New View of Cold Atoms Flowing
Physicists routinely exploit the quantum properties of ultracold atomic gases in building powerful sensing devices or in simulating the behavior of other quantum systems. But they still lack a good way to image the flow of cold atoms that are used in these experiments. So a research team has now developed a scanning microscope that has produced the first image of the flow of cold atoms through a microscopic channel. The technique could be essential in imaging and controlling the delicate flow of cold atoms in an emerging technology called atomtronics.
When cooled to microkelvin temperatures, a gas of atoms takes on quantum properties. In flowing through a narrow channel, for example, atoms act as waves able to interfere with one another. In addition, cold-atom interactions can be tuned to mimic a wide variety of other quantum systems, often greatly simplifying the study of subtle phenomena. Examples include so-called topological insulating solids, which conduct current only at their surfaces, and the ring-like flows of superfluids used in ultrasensitive rotation detectors.
Yet while researchers can easily map the static properties of a cold gas—such as the atomic density—when it comes to motion of atoms, they have only been able to measure crude properties, such as the total flow of atoms between two regions. A lack of more detailed spatial information on flows has hampered the study of more complex quantum dynamics. Now a team of physicists has shown how to make such measurements by using a variant of scanning probe microscopy, which is widely used to map electron flows in solid materials. In a proof-of-principle demonstration, Samuel Häusler of the Swiss Federal Institute of Technology (ETH) in Zurich and colleagues have successfully mapped out the two-dimensional pattern of atomic flow through a microscale channel.
The team started by creating an atomic flow using a gas of ultracold lithium atoms held in an ellipsoidal trap. They first applied a laser field to confine the central portion of the gas within a flat sheet. Using another laser, they pinched the center of the sheet, restricting atomic motion there to a narrow channel less than one micrometer wide that connected atomic reservoirs on either end. The channel was narrow enough that the atoms acted as waves in flowing between the reservoirs.
To map this flow, they used a third laser, perpendicular to the channel and focused to a small spot, to act as an energetic barrier to the atomic motion. They could precisely place this barrier anywhere inside or outside the channel and could adjust the laser to make the barrier weaker or stronger. The team then moved this barrier over all parts of the channel while simultaneously measuring the flow of atoms between the reservoirs.
Demonstrating that the barrier technique works as expected, they showed that a strong barrier placed directly in the channel center cuts off the flow entirely, while a barrier placed near the channel walls has little effect. A weak barrier in the channel reduces flow, but some atoms still get through. The team also confirmed that those atoms getting through the weak barrier do so via quantum tunneling, a phenomenon exclusive to waves. Overall, the measurements closely matched the detailed predictions of basic quantum theory.
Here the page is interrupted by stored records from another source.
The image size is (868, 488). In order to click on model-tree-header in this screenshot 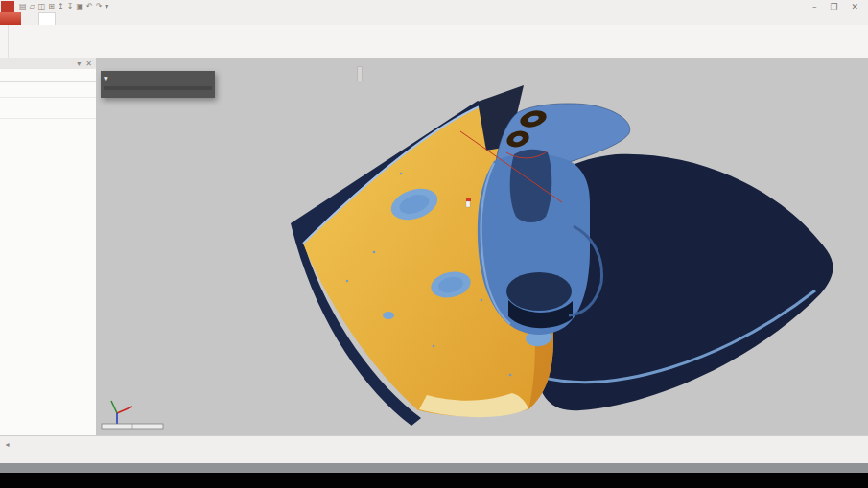, I will do `click(48, 112)`.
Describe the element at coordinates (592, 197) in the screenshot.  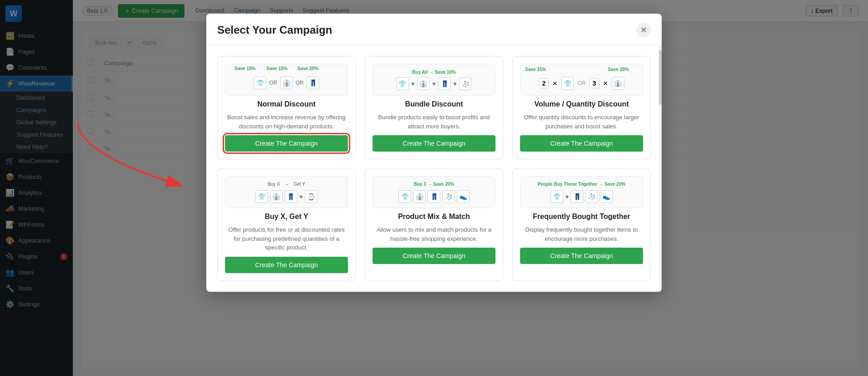
I see `socks-fb: 🧦` at that location.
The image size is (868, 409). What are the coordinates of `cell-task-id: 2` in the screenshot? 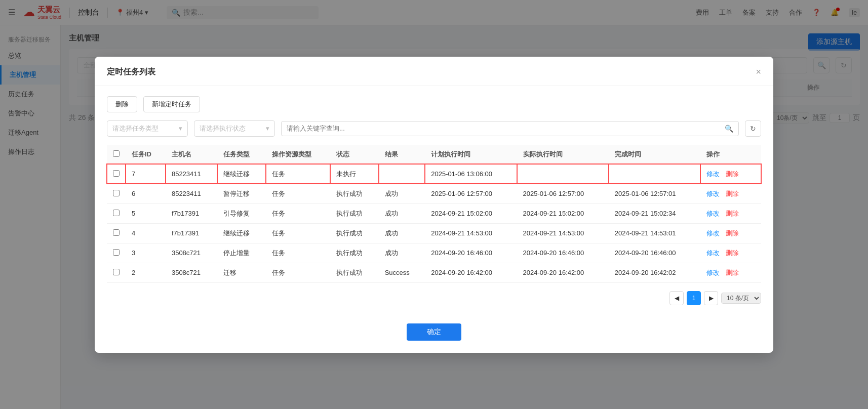 It's located at (146, 272).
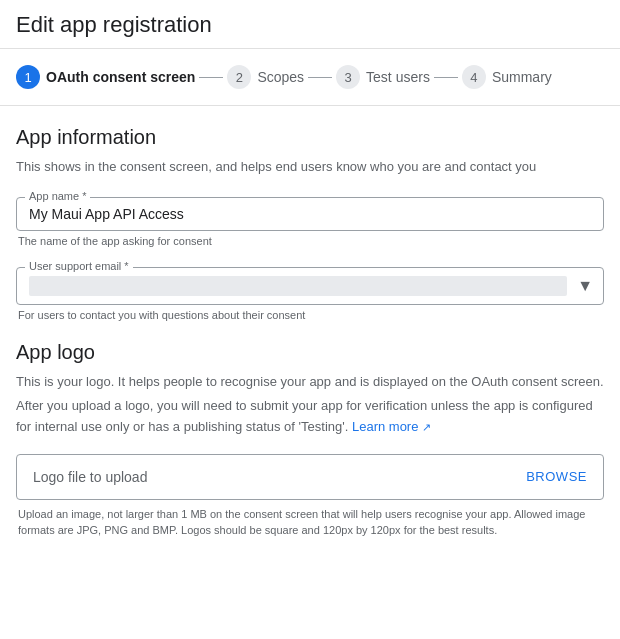 This screenshot has width=620, height=639. I want to click on app-name-wrapper: App name *, so click(310, 214).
“Previous techniques could give information on the total conductance of a system, or how much current it carries,” says team member Jean-Philippe Brantut of the Swiss Federal Research Institute in Lausanne. “Our technique goes beyond this to give a detailed map.”
The weaker the barrier, the less it disturbs the flow, so weak barrier maps should be the most accurate, says Brantut. In this regime, he suggests, the technique may be useful for probing complex atomic flows in future “atomtronics ”devices that exploit atomic matter waves to carry out information processing.
“This advance adds spatial resolution to the study of quantum transport,” says condensed matter theorist Dietmar Weinmann of the Institute of the Physics and Chemistry of Materials in Strasbourg, France. Weinmann points out that understanding the influence of strong barriers on atomic motion will also be useful, as they offer a means to manipulate atomic flows, which is essential for engineering future devices that use matter waves. “This advance,” says Weinmann, “is of importance in the fundamental research aiming at a better understanding of quantum transport.”
This research is published in Physical Review Letters.
–Mark Buchanan
Mark Buchanan is a freelance science writer who splits his time between Abergavenny, UK, and Notre Dame de Courson, France.